Ben put together his first two-word sentence tonight! He pointed to Neil's eye and said, "Dadda eye!" We were flabbergasted!
I think it was mostly accidental -- he was thinking about both "Dadda" and "eye," and they just came out together. But of course that's the way it usually goes with language and other developments. He does something by accident, we dive in there with the praise and adulation, and with repetition it becomes purposeful and meaningful.
On Thursday, we went to BHSC to get Ben's new ear mold (for his hearing aid), and while we were there the director of the oral-deaf program gave him a language assessment. (We had requested this. We were pretty sure that he was doing very well, but we wanted to make sure we weren't missing anything.) She was very impressed. He is either at or beyond all language milestones for his age, even for a typical hearing child.
Why is a mindset still there?
2 months ago
7 comments:
Wow! Even if it was coincidental, that is great! We've been noticing that Nolan's "word count" has been increasing a little faster in December than in the previous months.
Does Ben have the /p/ sound? Nolan is totally lacking that one (the only consonants we have are m, n, b, and d.
Wow! That was very sophisticated for his age! *beams with cyber-auntie pride
*
Smart kid you got there!
(Ah, pardon my wandering asterisk there.)
Leah -- no /p/ at the beginning of syllables yet, but he's got it at the end. He says "aaappp" for apple and he's now doing a great version of "up". Does Nolan do a hard g? That's what Ben uses for k or hard c ("kitty" is "gedde"). Ben's friend Jackson, 10 days younger, can say "fish"! We're nowhere near that yet.
Carolyn -- beam back atcha! Give Hendrik a cyber-auntie hug for me.
Oh, yesterday he pointed to my knee and said "Mama knee"!
No hard /g/ yet. We also have no /k/ sound. I'm a little concerned because most of Nolan's words lack consonants (unless they have the aforementioned b, m, n, or d at the beginning of the word). We'll give it some time, though- he is young! At some point I want to get an aided audiogram (we've never gotten one). I want to make sure he's *hearing* the sounds he isn't saying.
Leah, I think that Ben's /p/ may have come from blowing raspberries, which he started doing very enthusiastically at about 5-6 months. It kind've gets his mouth into the right shape. When a /p/ sound accidentally came out, we jumped on it with praise. You could try that with Nolan -- it might be a way to get him to practice the sound, even if he can't hear it very well right now. BTW, how's the fluid/tube situation?

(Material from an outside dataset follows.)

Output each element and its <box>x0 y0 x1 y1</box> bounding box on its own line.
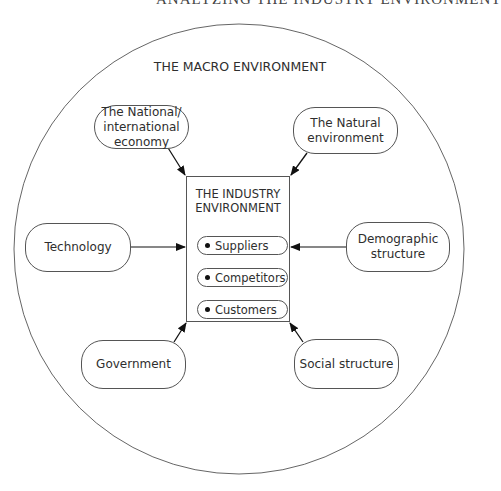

His tubes are in, fluid is gone, and he's back to the moderate range in his right ear! Big relief on this end.
We've been trying to emphasize the /p/ sound with words like "pop!" Still no luck, but it could be normal developmental variation rather than a hearing thing. Since Matthew was quite speech delayed, we're going to have a hard time knowing if any speech issues are related to hearing or if it is just our family history of speech delay!
I might try something that we did with Matt, which was to put a piece of cotton on the table and make it move by using the puffs of air from the /p/ sound. Hopefully it will come on its own soon!